U.S.-based astronomers have discovered the two largest supermassive black holes ever detected which may provide new insights into the early universe.
The University of California, Berkeley, scientists say each of the supermassive black holes has a mass equivalent of 10 billion times the mass of the Sun, or solar mass, and a gravitation pull covering a region five times the size of our solar system. Previously, the heftiest supermassive black hole ever observed weighed in at 6.3 solar masses.
Most astronomers generally agree there is a black hole located at the center of most, if not all, galaxies in the universe - including a dormant giant sitting at the heart of our own Milky Way galaxy. Scientists call this type of black hole a supermassive black hole.
The U.C. Berkeley researchers say each of the newly-discovered supermassive black holes sits at the center an enormous elliptical galaxy more than 300 million light years from the Earth. They believe the giant galaxies and their black holes were formed from the collision of two or more spiral galaxies some 10 billion years ago.
This early period in the universe’s development is when a rarely-seen type of brightly blazing galaxy known as a quasar was common. The astronomers say the two supermassive black holes may be dark remnants of quasars.
The new study is published in this week's edition of the journal, Nature.
Quasars are most commonly seen in observations of the early universe, but rarely at later periods.
The dense mass of a supermassive black hole is millions of times greater than that of our Sun. A black hole’s inescapable gravitational forces can capture anything from subatomic particles to massive stars. At near light speed, the material is pulled apart and swirled around the black hole opening before disappearing into the void. Nothing, not even light, can escape the powerful gravitational forces of a black hole.
The universe is thought to be 13.7 billion years ago, while our solar system formed with the birth of the Sun 4.6 billion years ago. A light-year is how far light can travel through the vacuum of outer space in one year, a distance of approximately 10 trillion kilometers.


WHAT NEEDS TO BE DONE ▸ Images stay out; everything else in the records is to be set down exactly.

DATA FOR THE TASK ▸
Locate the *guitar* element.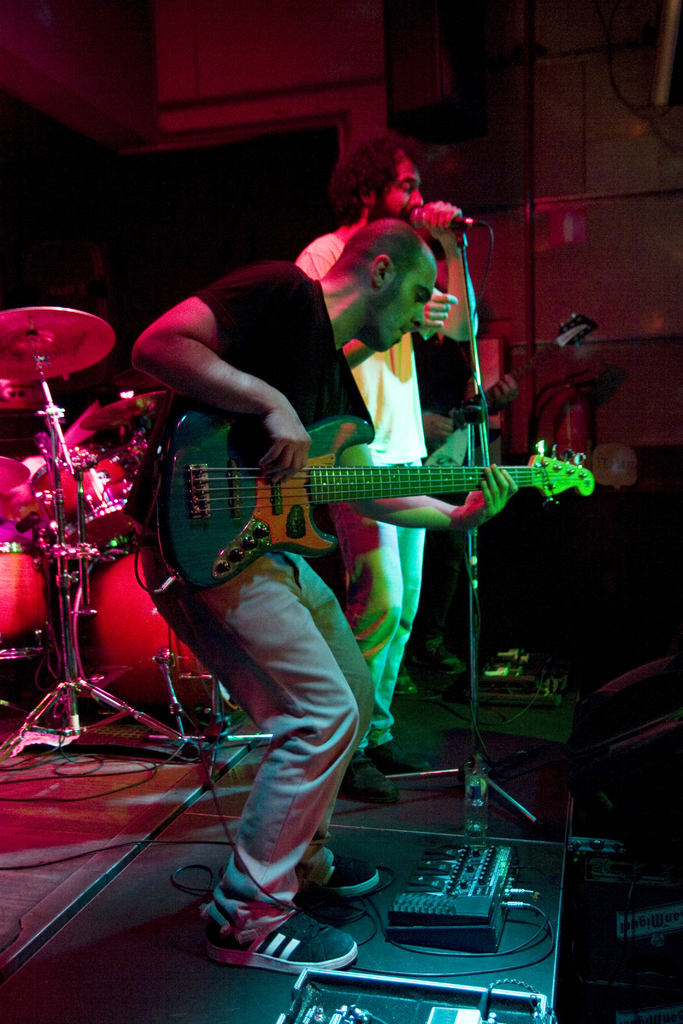
Element bbox: box(141, 397, 598, 593).
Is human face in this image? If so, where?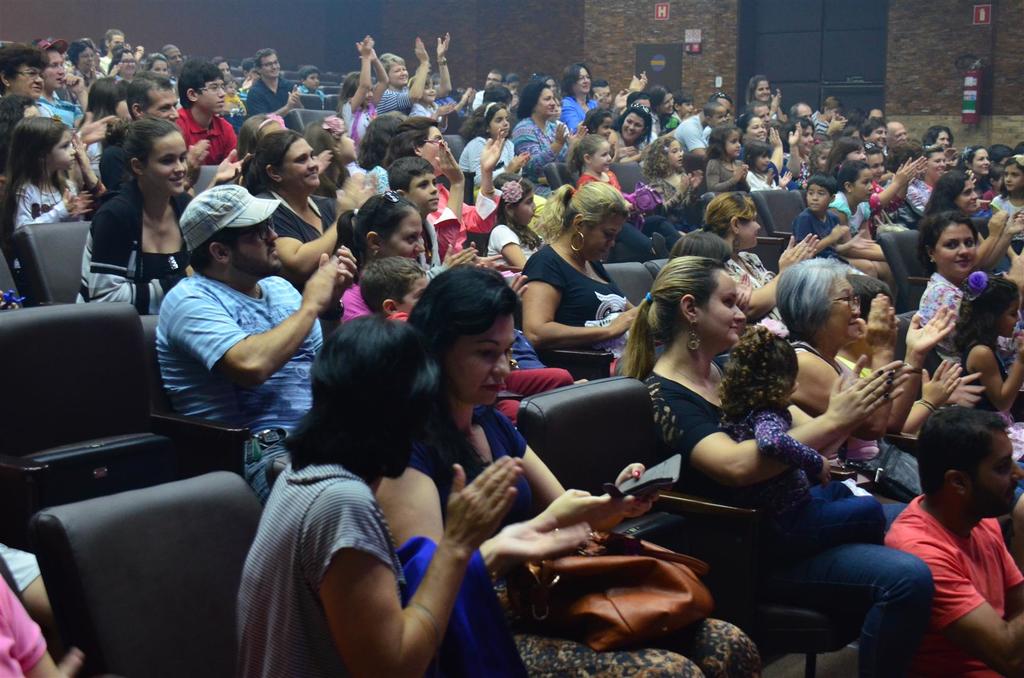
Yes, at [x1=756, y1=81, x2=769, y2=102].
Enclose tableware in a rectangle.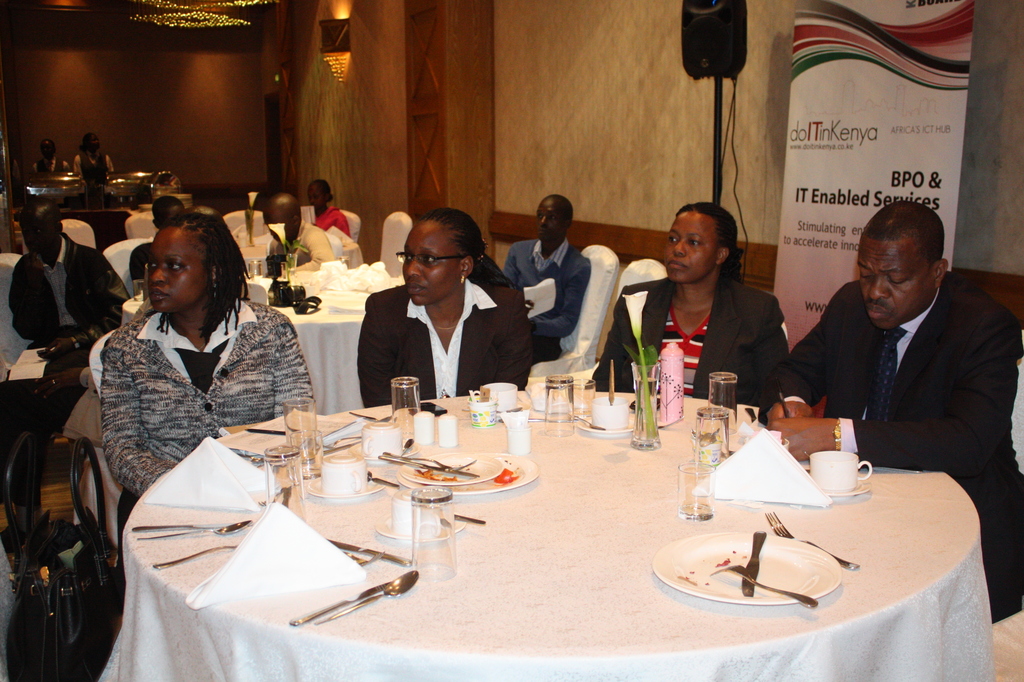
box=[352, 410, 389, 427].
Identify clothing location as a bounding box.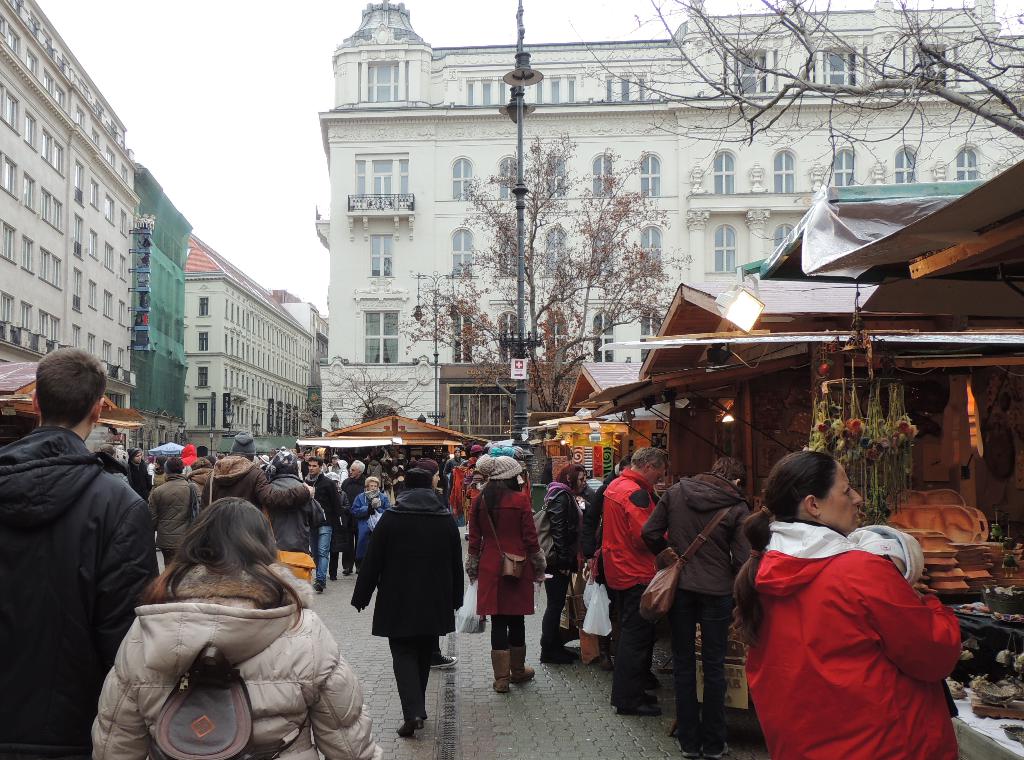
(127,458,150,499).
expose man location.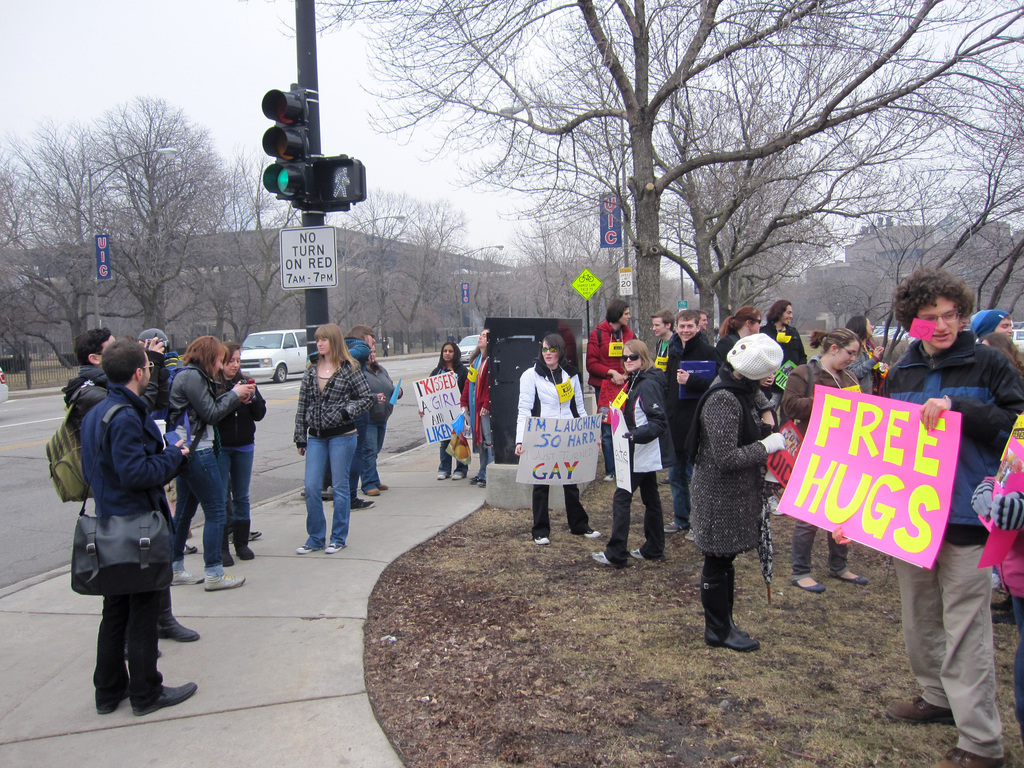
Exposed at {"left": 877, "top": 272, "right": 1023, "bottom": 767}.
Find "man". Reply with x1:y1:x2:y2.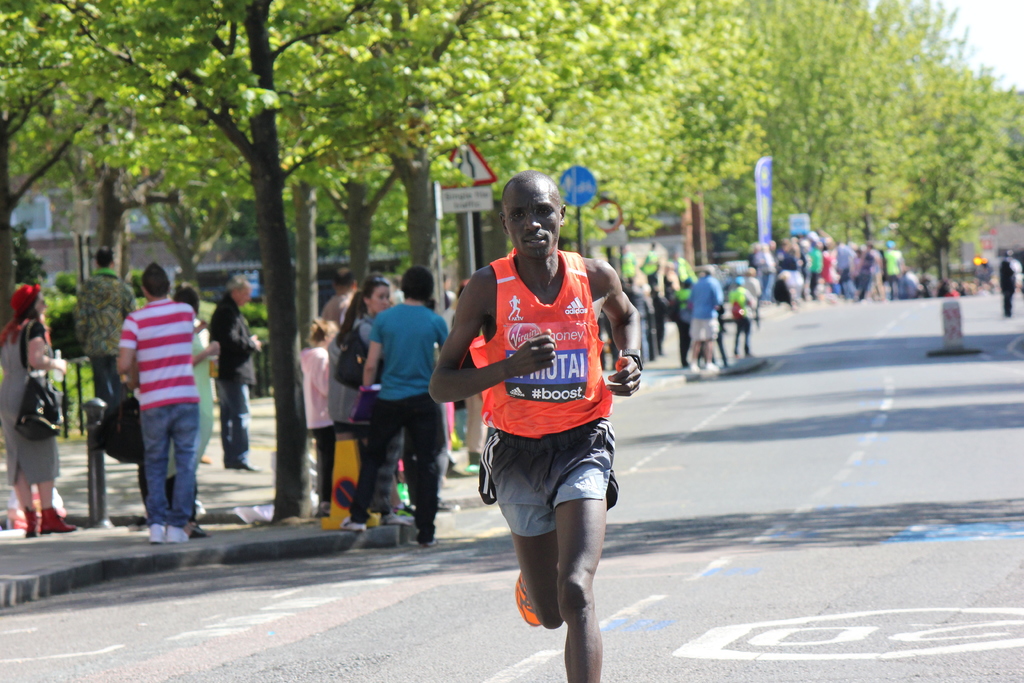
684:265:724:377.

SOLUTION FOR THIS EXERCISE ▸
Locate the *guitar* element.
Element bbox: box(141, 397, 598, 593).
Is human face in this image? If so, where?
Yes, at [x1=756, y1=81, x2=769, y2=102].
Enclose tableware in a rectangle.
box=[352, 410, 389, 427].
Identify clothing location as a bounding box.
(127,458,150,499).
expose man location.
Exposed at {"left": 877, "top": 272, "right": 1023, "bottom": 767}.
Find "man". Reply with x1:y1:x2:y2.
684:265:724:377.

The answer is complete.